Q1. What is busy-waiting and why is it bad? Busy-waiting (spinning) is when a thread repeatedly checks a condition in a tight loop without sleeping. It is bad because it wastes 100% of a CPU core doing nothing productive, starves other threads of CPU time, increases power consumption, and scales poorly under load.
Q2. What problem does a condition variable solve that a mutex alone cannot? A mutex ensures exclusive access to shared data, but cannot make a thread efficiently wait for a change in state. A condition variable allows a thread to sleep (releasing the CPU) until another thread notifies it that the state has changed — without busy-waiting.

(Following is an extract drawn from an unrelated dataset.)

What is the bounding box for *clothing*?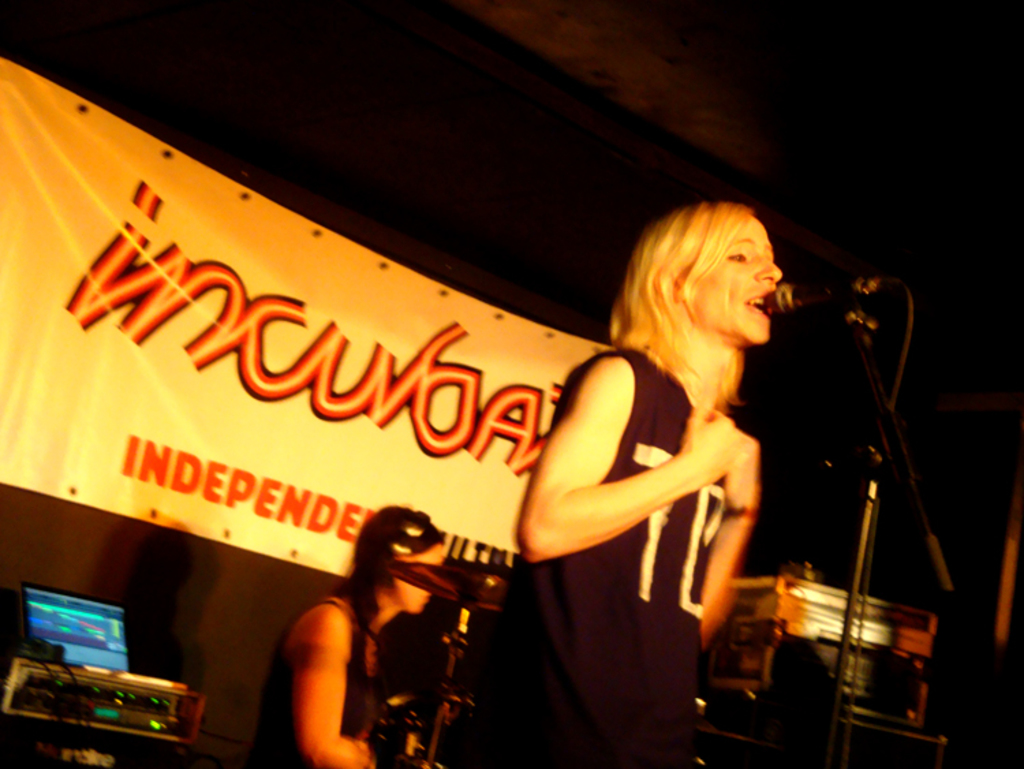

Q3. What data type is used for a condition variable in pthreads? pthread_cond_t. It is initialized statically with PTHREAD_COND_INITIALIZER or dynamically with pthread_cond_init().
Q4. Why is a condition variable always used together with a mutex? The condition variable is used to signal changes in a shared variable’s state. That shared variable must also be protected from concurrent access by a mutex. The mutex and condition variable together provide both protection (mutex) and efficient notification (cond var). They are inseparable — pthread_cond_wait() takes both as arguments.
Q5. Does “signal” in the context of condition variables mean a Unix signal? No. The word “signal” here simply means “notify” or “indicate” — wake up a waiting thread. It has nothing to do with Unix/POSIX signals like SIGTERM or SIGINT.
Q6. Can you use a copy of a condition variable? No. Like mutexes, condition variables must always be used via the original initialized object. Using a copy produces undefined behavior per POSIX.